Wedding Planner Central

Wedding style guide

Micro wedding guide: how to plan a 20–50 guest wedding

Micro weddings keep the meaning and cut the chaos. Here's how to plan one — guest count, venues, budget, timeline, and the conversations to have early.

What counts as a micro wedding?

20–50 guests. Smaller than a traditional wedding, larger than an elopement. The goal isn't to save money (though you usually do) — it's to actually be present with everyone there.

Budget benchmarks

  • Lean micro: $5,000–$12,000 (restaurant buyout, AirBnb, day-of coordinator)
  • Mid micro: $15,000–$30,000 (boutique venue, full vendor team, photographer)
  • Luxury micro: $40,000–$100,000+ (private estate, multi-day, designer florals)

Per-guest costs are usually higher than a 150-person wedding because fixed costs (photographer, planner) get spread over fewer people. The total bill is lower.

Best venue types for micro weddings

  • Restaurant or private dining room buyouts
  • Boutique hotel ballrooms or rooftops
  • Vacation rental estates (AirBnb Luxe, Plum Guide)
  • Art galleries, libraries, and museums after hours
  • National parks and botanical gardens
  • Family backyards with a single rented marquee

Timeline (12 months → wedding day)

  1. 12 mo: Lock guest list (this is the hard one — see below). Set budget.
  2. 9–11 mo: Book venue + photographer.
  3. 6–8 mo: Send save-the-dates. Book caterer, officiant, florist.
  4. 3–5 mo: Order attire. Plan welcome dinner / day-after brunch.
  5. 1–2 mo: Final headcount, seating, timeline.

The guest-list conversation

The hardest part of a micro wedding. Three rules that hold up:

  1. No plus-ones unless married/engaged/long-term partners. Apply universally — no exceptions for individual friends.
  2. No "ceremony only" tiers. Confusing and hurtful at this scale.
  3. Pre-frame it. "We're doing 30 guests" said early lands better than a missing invitation later.

What you can skip at this size

  • Wedding party — 1 honor attendant each is plenty
  • Favors
  • A formal program
  • DJ — a great curated playlist + small speaker often works
  • A traditional reception structure — long dinner with toasts is enough

What's still worth spending on

  • Photography — your guest list is small; the memory shouldn't be
  • Food and wine — guests notice everything at a small table
  • A great officiant or ceremony writer
  • A day-of coordinator (even at 25 guests)

Plan it in one place

Track every micro-wedding decision in one calm dashboard — guests, vendors, budget, timeline. Start free → · Try the budget calculator.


▸ **What the task asks**: An exact copy of every record, without the pictures, is what should come back.

▸ **Extracted material**:
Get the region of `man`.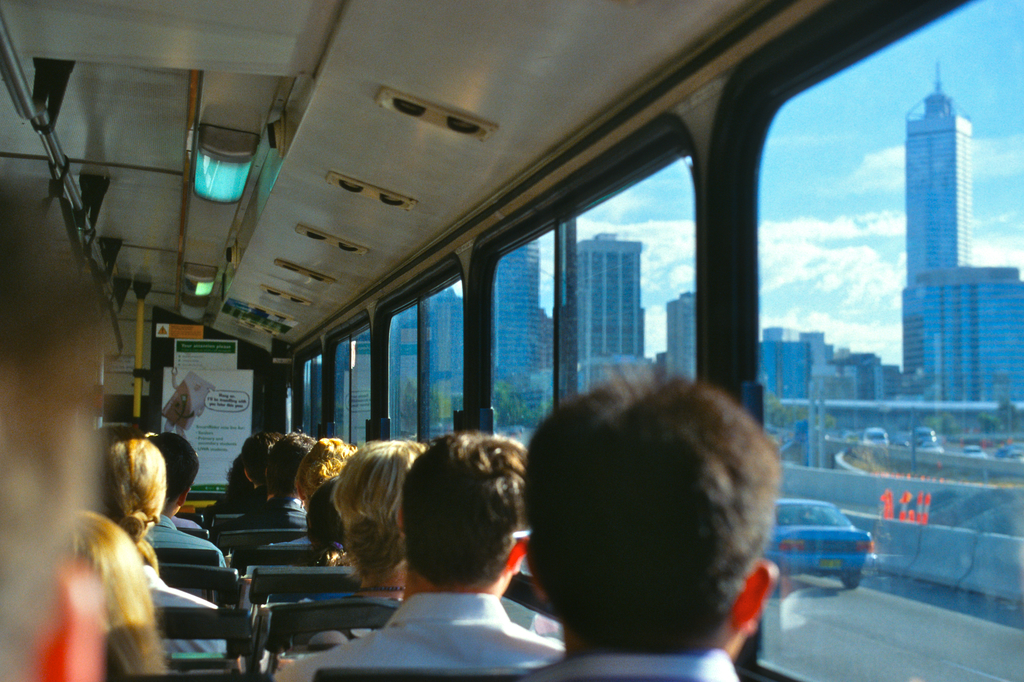
rect(321, 440, 585, 681).
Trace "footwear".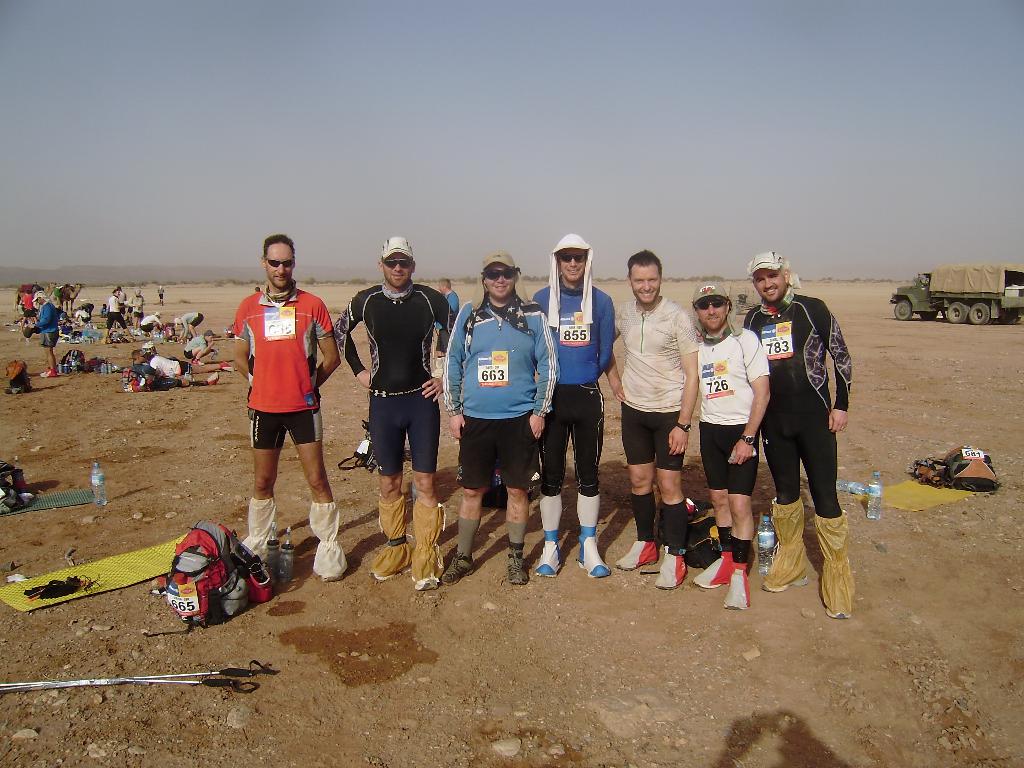
Traced to region(534, 529, 563, 579).
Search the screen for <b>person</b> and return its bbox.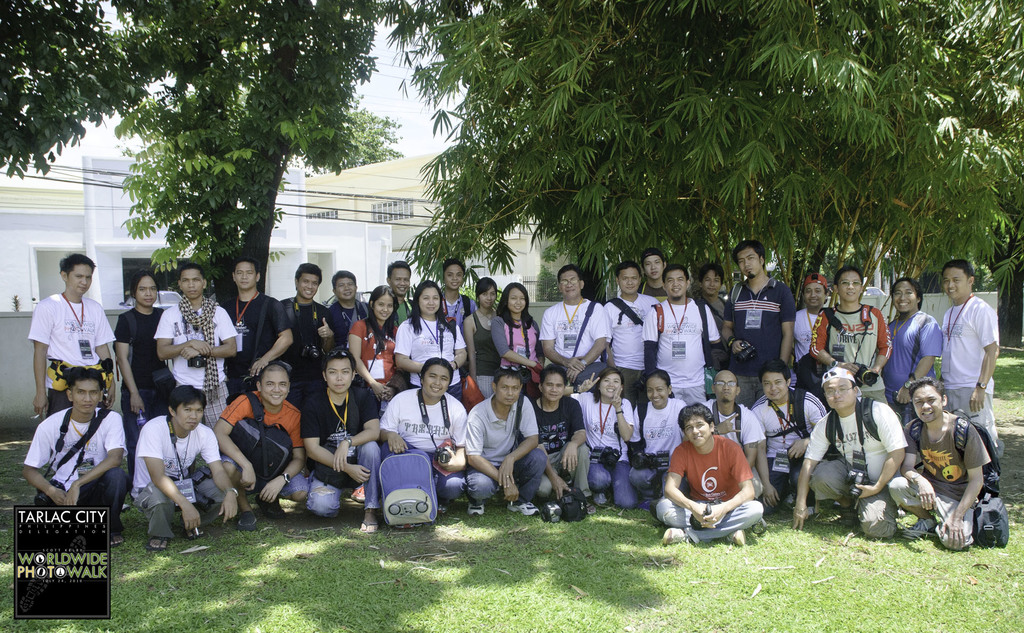
Found: 294:350:381:527.
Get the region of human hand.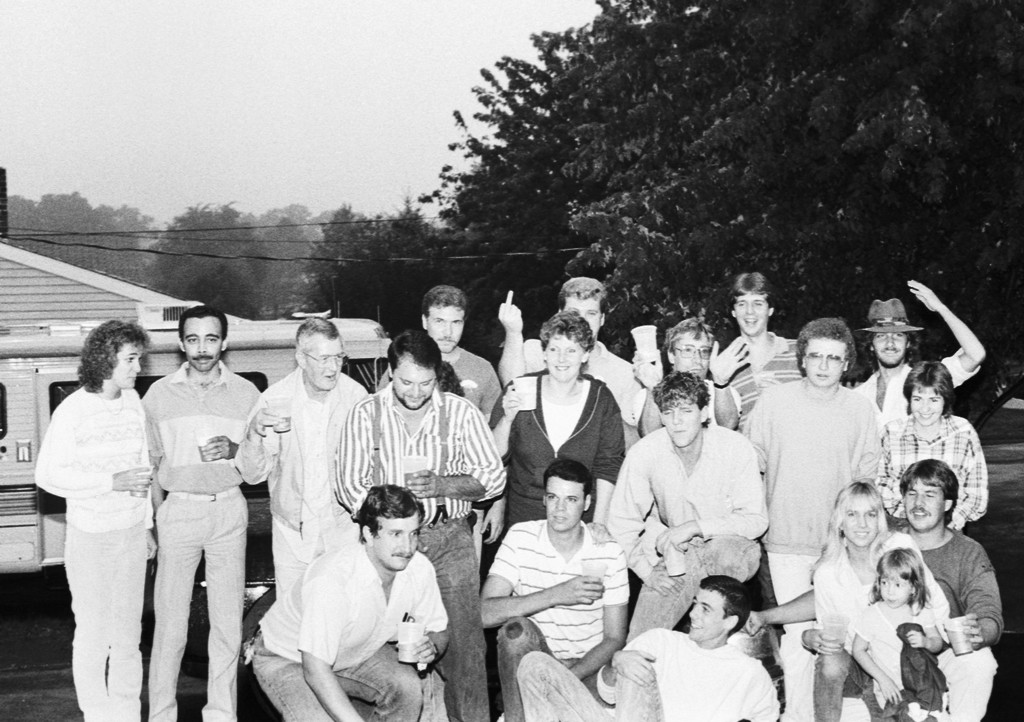
(734,610,763,639).
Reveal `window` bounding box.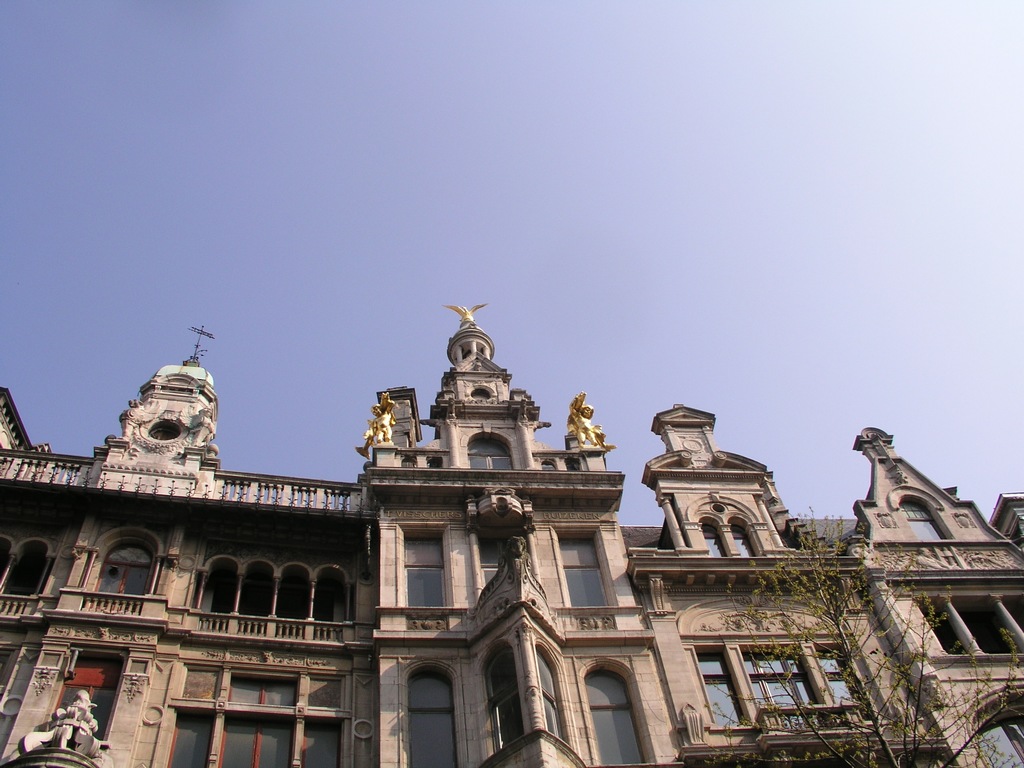
Revealed: x1=540 y1=461 x2=556 y2=467.
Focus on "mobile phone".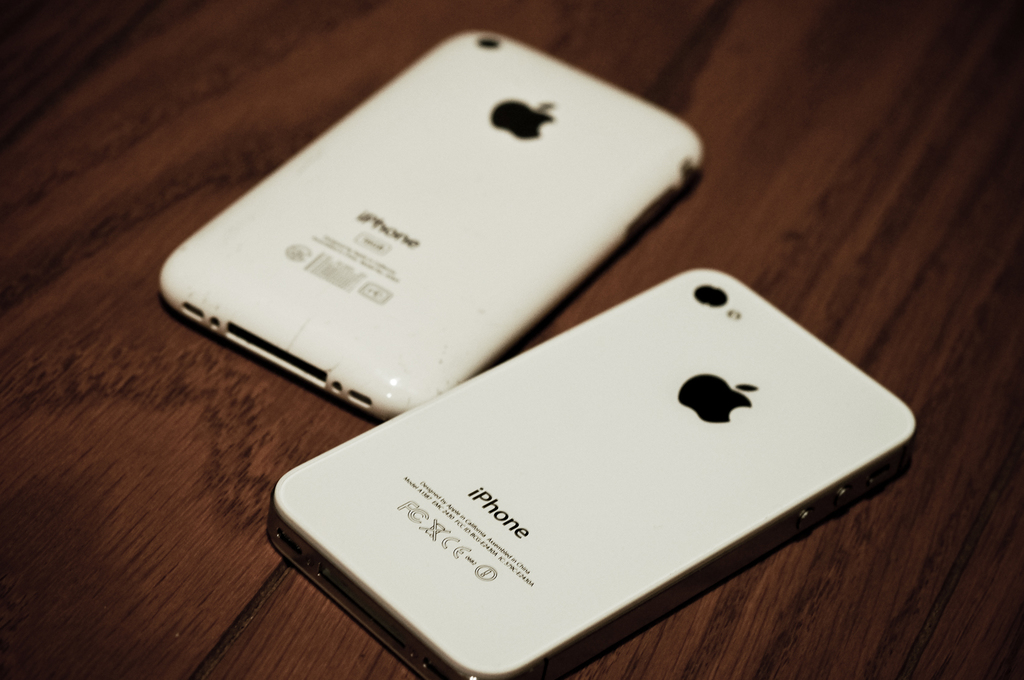
Focused at (x1=154, y1=13, x2=701, y2=427).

▸ **Expected output**:
Get the region of `man`.
rect(321, 440, 585, 681).
Trace "footwear".
Traced to region(534, 529, 563, 579).
Search the screen for <b>person</b> and return its bbox.
Found: 294:350:381:527.
Get the region of human hand.
(734,610,763,639).
Reveal `window` bounding box.
Revealed: x1=540 y1=461 x2=556 y2=467.
Focus on "mobile phone".
Focused at (x1=154, y1=13, x2=701, y2=427).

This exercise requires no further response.